Fossil fuel subsidies total a "shocking" $5.3 trillion a year, according to a recent report, which also says they're not as cheap as people think.

IMF Report Raises Question About Real Price Of Fossil Fuels
Getty Images / ChinaFotoPress

One of the main issues governments tend to raise with alternative energy sources is they say they're more expensive and fossil fuels are just cheaper to produce. (Video via YouTube / Danni McGriffith)

But a new International Monetary Fund report suggests governments actually spend a "shocking" amount of money subsidizing those fossil fuels — a projected $5.3 trillion this year.

China reportedly leads the way in spending money to artificially lower the cost of energy, accounting for $2.3 trillion a year in subsidies, more than 40 percent of the total the report estimates. (Video via CBS)

The way the report calculated these subsidies is they took how much consumers pay for energy and subtracted that from the total "actual" costs. 

The bulk of those actual costs came from what governments will spend cleaning up local pollution, followed by global warming and other local factors. 

As the Financial Times points out, it's worth noting the IMF and economists have criticized these subsidies as wasteful, and the scale of this latest study is, "likely to provoke intense debate and be disputed by some."

Regardless, the IMF's report serves as fodder for comparing the cost of fossil fuels with renewables, especially because critics of renewables have alleged government subsidies mask their true cost. (Video via U.S. Department of Energy)

This is kind of tough, though, because the IMF hasn't issued a similar report about subsidies for renewable energy.
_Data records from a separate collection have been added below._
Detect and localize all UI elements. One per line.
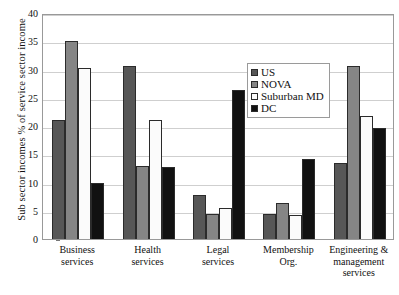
y-tick-label: 10 [28, 179, 38, 189]
bar-group [43, 15, 113, 239]
plot-area [42, 14, 394, 240]
legend-swatch-icon [251, 81, 258, 88]
bar [65, 41, 78, 239]
x-tick-label: Engineering &managementservices [324, 244, 394, 279]
legend-item: NOVA [251, 78, 324, 90]
x-tick-label: Healthservices [112, 244, 182, 267]
y-tick-label: 5 [33, 207, 38, 217]
legend-item: Suburban MD [251, 90, 324, 102]
y-tick-label: 0 [33, 235, 38, 245]
bar [78, 68, 91, 239]
bar [232, 90, 245, 239]
y-tick-mark [56, 240, 60, 241]
y-axis-tick-labels: 0510152025303540 [18, 14, 38, 240]
bar [276, 203, 289, 239]
legend-swatch-icon [251, 105, 258, 112]
legend-item: DC [251, 102, 324, 114]
bar [263, 214, 276, 239]
y-tick-label: 15 [28, 150, 38, 160]
bar [334, 163, 347, 239]
y-tick-label: 40 [28, 9, 38, 19]
bar [360, 116, 373, 239]
bar [347, 66, 360, 239]
bar [149, 120, 162, 239]
bar [302, 159, 315, 239]
x-axis-tick-labels: BusinessservicesHealthservicesLegalservi… [42, 244, 394, 294]
legend: USNOVASuburban MDDC [247, 63, 330, 118]
y-tick-label: 30 [28, 66, 38, 76]
bar-group [254, 15, 324, 239]
bar [219, 208, 232, 239]
y-tick-label: 35 [28, 37, 38, 47]
legend-item-label: DC [261, 102, 276, 114]
x-tick-label: MembershipOrg. [253, 244, 323, 267]
bar [206, 214, 219, 239]
x-tick-label: Businessservices [42, 244, 112, 267]
bar-group [113, 15, 183, 239]
y-tick-label: 25 [28, 94, 38, 104]
y-tick-label: 20 [28, 122, 38, 132]
bar [91, 183, 104, 240]
bar-chart: Sub sector incomes % of service sector i… [0, 0, 399, 295]
x-tick-label: Legalservices [183, 244, 253, 267]
bar [136, 166, 149, 239]
bar [289, 215, 302, 239]
bar-series-container [43, 15, 393, 239]
bar [123, 66, 136, 239]
legend-item-label: NOVA [261, 78, 291, 90]
bar-group [184, 15, 254, 239]
bar [52, 120, 65, 239]
legend-swatch-icon [251, 69, 258, 76]
legend-swatch-icon [251, 93, 258, 100]
bar-group [325, 15, 394, 239]
legend-item-label: US [261, 66, 275, 78]
bar [373, 128, 386, 239]
bar [193, 195, 206, 239]
legend-item-label: Suburban MD [261, 90, 324, 102]
legend-item: US [251, 66, 324, 78]
bar [162, 167, 175, 239]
There are some figures out there. 

The International Energy Agency, which promotes energy security through alternative energy sources said last year, government incentives amounted to $120 billion, a fraction of the IMF's estimate for fossil fuels.  

Renewable energy has its own externalities, though, among them the fact that because they rely on uncontrollable factors like the wind or the sun, they can't necessarily produce continual energy. (Video via BHE Renewables)

Still, the vast majority of reports indicate as the technology behind renewables advances, they will continue to get cheaper, while fossil fuels are a finite resource. (Video via SolarCity)

This video includes an image from Getty Images.